Depression, New Deal and Beyond (1932 – 1945)

Migrant Mother Family ~ Dorothea Lange, 1936

A fella ain’t got a soul of his own, just a little piece of a big soul – the one big soul that belongs to ever’body. Then…then, it don’t matter. I’ll be all around in the dark. I’ll be ever’-where – wherever you can look. Wherever there’s a fight so hungry people can eat, I’ll be there. Wherever there’s a cop beatin’ up a guy, I’ll be there. I’ll be in the way guys yell when they’re mad – I’ll be in the way kids laugh when they’re hungry an’ they know supper’s ready. An’ when the people are eatin’ the stuff they raise, and livin’ in the houses they build – I’ll be there, too.” ~ Tom Joad, The Grapes of Wrath, John Steinbeck

FDR and His Deal for a Desperate Time
        “And the great owners, who must lose their land in an upheaval … with eyes to read history and to know the great fact: when property accumulates in too few hands it is taken away. And that companion fact: when a majority of the people are hungry and cold they will take by force what they need.” ~ John Steinbeck

Franklin D. Roosevelt (October 31, 1933)
        “On the eve of a national election, it is well for us to stop for a moment and analyze calmly and without prejudice the effect on our Nation of a victory by either of the major political parties.”

Franklin D. Roosevelt & Gold Confiscation
        “The Presidential Executive order of April 5, 1933, prohibiting the ownership of gold for Americans…” in MOST circumstances – but not in all!

Cong. LOUIS T. McFADDEN on the Federal Reserve Corporation, May 23, 1934
        “Congressman, Louis T. McFadden, brought formal charges here today against the Board of Governors of the Federal Reserve Bank system, The Comptroller of the Currency and the Secretary of United States Treasury for numerous criminal acts, including but not limited to, CONSPIRACY, FRAUD, UNLAWFUL CONVERSION, AND TREASON.”

Wendell Willkie: Deja Vu All Over Again – Or is it Still? (December 8, 1939)
        “The history of government is the history of two conflicting principles: one is the supreme importance of the State; the other is the supreme importance of the individual. Either the people have believed that the State was merely the voluntary creation of individual citizens, responsible to them and designed primarily to protect their liberties; or else they have believed that the State was an authority in its own right to which individual citizens were subject and which could demand of them the suppression of their own desires and talents. The individual versus the State – that is the theme which more than any other has determined the course of civilization.”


What is needed => Set down the full listing exactly as given. Any pictures are to be left out.
══ Supplied entries
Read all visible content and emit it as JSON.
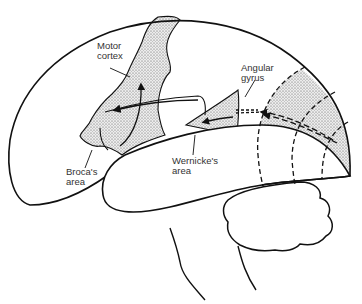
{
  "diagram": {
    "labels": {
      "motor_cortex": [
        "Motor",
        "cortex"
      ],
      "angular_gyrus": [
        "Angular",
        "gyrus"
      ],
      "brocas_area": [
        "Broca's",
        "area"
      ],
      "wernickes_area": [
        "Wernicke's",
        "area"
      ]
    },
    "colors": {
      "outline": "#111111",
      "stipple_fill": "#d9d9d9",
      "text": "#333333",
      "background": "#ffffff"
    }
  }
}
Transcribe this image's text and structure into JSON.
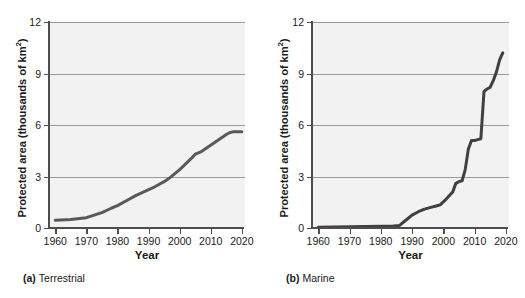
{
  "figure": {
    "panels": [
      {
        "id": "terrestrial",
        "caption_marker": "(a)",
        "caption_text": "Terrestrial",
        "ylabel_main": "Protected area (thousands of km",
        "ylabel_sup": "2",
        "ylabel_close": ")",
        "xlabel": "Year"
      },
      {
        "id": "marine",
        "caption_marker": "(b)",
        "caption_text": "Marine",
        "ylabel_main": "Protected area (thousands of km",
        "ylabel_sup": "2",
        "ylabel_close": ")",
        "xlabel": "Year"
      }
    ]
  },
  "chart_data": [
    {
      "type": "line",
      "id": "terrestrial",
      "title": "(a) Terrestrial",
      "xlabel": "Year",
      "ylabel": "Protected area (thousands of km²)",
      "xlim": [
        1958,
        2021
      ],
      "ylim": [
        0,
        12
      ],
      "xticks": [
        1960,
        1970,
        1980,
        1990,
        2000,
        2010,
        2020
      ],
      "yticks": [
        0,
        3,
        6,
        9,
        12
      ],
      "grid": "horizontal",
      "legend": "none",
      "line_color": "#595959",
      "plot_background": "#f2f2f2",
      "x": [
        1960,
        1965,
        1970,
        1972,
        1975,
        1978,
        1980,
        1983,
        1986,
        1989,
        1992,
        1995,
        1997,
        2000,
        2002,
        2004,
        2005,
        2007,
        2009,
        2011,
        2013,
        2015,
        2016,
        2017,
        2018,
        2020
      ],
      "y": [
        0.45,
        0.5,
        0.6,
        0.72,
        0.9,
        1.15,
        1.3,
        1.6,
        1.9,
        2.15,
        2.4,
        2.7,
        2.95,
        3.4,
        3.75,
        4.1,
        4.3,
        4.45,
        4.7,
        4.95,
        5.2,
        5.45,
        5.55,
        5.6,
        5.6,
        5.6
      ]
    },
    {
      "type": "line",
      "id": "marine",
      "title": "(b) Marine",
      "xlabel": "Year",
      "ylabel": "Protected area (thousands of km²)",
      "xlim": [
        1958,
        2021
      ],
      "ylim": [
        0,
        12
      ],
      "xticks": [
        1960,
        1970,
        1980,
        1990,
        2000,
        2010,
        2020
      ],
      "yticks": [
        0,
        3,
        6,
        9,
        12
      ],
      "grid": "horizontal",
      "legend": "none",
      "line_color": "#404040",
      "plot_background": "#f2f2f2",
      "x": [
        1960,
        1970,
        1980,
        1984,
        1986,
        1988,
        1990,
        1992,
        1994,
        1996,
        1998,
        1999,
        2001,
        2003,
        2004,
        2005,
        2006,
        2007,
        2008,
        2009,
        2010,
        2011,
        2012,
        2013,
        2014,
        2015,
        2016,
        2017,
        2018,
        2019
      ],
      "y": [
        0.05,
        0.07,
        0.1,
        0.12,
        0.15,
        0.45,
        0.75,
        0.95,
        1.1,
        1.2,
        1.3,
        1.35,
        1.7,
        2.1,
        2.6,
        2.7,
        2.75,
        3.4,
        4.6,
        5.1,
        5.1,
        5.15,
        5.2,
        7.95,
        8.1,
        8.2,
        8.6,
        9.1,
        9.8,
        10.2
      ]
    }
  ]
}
════
Finished exercise =>
Read all visible content and emit it as JSON.
{
  "diagram": {
    "labels": {
      "motor_cortex": [
        "Motor",
        "cortex"
      ],
      "angular_gyrus": [
        "Angular",
        "gyrus"
      ],
      "brocas_area": [
        "Broca's",
        "area"
      ],
      "wernickes_area": [
        "Wernicke's",
        "area"
      ]
    },
    "colors": {
      "outline": "#111111",
      "stipple_fill": "#d9d9d9",
      "text": "#333333",
      "background": "#ffffff"
    }
  }
}
Transcribe this image's text and structure into JSON.
{
  "figure": {
    "panels": [
      {
        "id": "terrestrial",
        "caption_marker": "(a)",
        "caption_text": "Terrestrial",
        "ylabel_main": "Protected area (thousands of km",
        "ylabel_sup": "2",
        "ylabel_close": ")",
        "xlabel": "Year"
      },
      {
        "id": "marine",
        "caption_marker": "(b)",
        "caption_text": "Marine",
        "ylabel_main": "Protected area (thousands of km",
        "ylabel_sup": "2",
        "ylabel_close": ")",
        "xlabel": "Year"
      }
    ]
  },
  "chart_data": [
    {
      "type": "line",
      "id": "terrestrial",
      "title": "(a) Terrestrial",
      "xlabel": "Year",
      "ylabel": "Protected area (thousands of km²)",
      "xlim": [
        1958,
        2021
      ],
      "ylim": [
        0,
        12
      ],
      "xticks": [
        1960,
        1970,
        1980,
        1990,
        2000,
        2010,
        2020
      ],
      "yticks": [
        0,
        3,
        6,
        9,
        12
      ],
      "grid": "horizontal",
      "legend": "none",
      "line_color": "#595959",
      "plot_background": "#f2f2f2",
      "x": [
        1960,
        1965,
        1970,
        1972,
        1975,
        1978,
        1980,
        1983,
        1986,
        1989,
        1992,
        1995,
        1997,
        2000,
        2002,
        2004,
        2005,
        2007,
        2009,
        2011,
        2013,
        2015,
        2016,
        2017,
        2018,
        2020
      ],
      "y": [
        0.45,
        0.5,
        0.6,
        0.72,
        0.9,
        1.15,
        1.3,
        1.6,
        1.9,
        2.15,
        2.4,
        2.7,
        2.95,
        3.4,
        3.75,
        4.1,
        4.3,
        4.45,
        4.7,
        4.95,
        5.2,
        5.45,
        5.55,
        5.6,
        5.6,
        5.6
      ]
    },
    {
      "type": "line",
      "id": "marine",
      "title": "(b) Marine",
      "xlabel": "Year",
      "ylabel": "Protected area (thousands of km²)",
      "xlim": [
        1958,
        2021
      ],
      "ylim": [
        0,
        12
      ],
      "xticks": [
        1960,
        1970,
        1980,
        1990,
        2000,
        2010,
        2020
      ],
      "yticks": [
        0,
        3,
        6,
        9,
        12
      ],
      "grid": "horizontal",
      "legend": "none",
      "line_color": "#404040",
      "plot_background": "#f2f2f2",
      "x": [
        1960,
        1970,
        1980,
        1984,
        1986,
        1988,
        1990,
        1992,
        1994,
        1996,
        1998,
        1999,
        2001,
        2003,
        2004,
        2005,
        2006,
        2007,
        2008,
        2009,
        2010,
        2011,
        2012,
        2013,
        2014,
        2015,
        2016,
        2017,
        2018,
        2019
      ],
      "y": [
        0.05,
        0.07,
        0.1,
        0.12,
        0.15,
        0.45,
        0.75,
        0.95,
        1.1,
        1.2,
        1.3,
        1.35,
        1.7,
        2.1,
        2.6,
        2.7,
        2.75,
        3.4,
        4.6,
        5.1,
        5.1,
        5.15,
        5.2,
        7.95,
        8.1,
        8.2,
        8.6,
        9.1,
        9.8,
        10.2
      ]
    }
  ]
}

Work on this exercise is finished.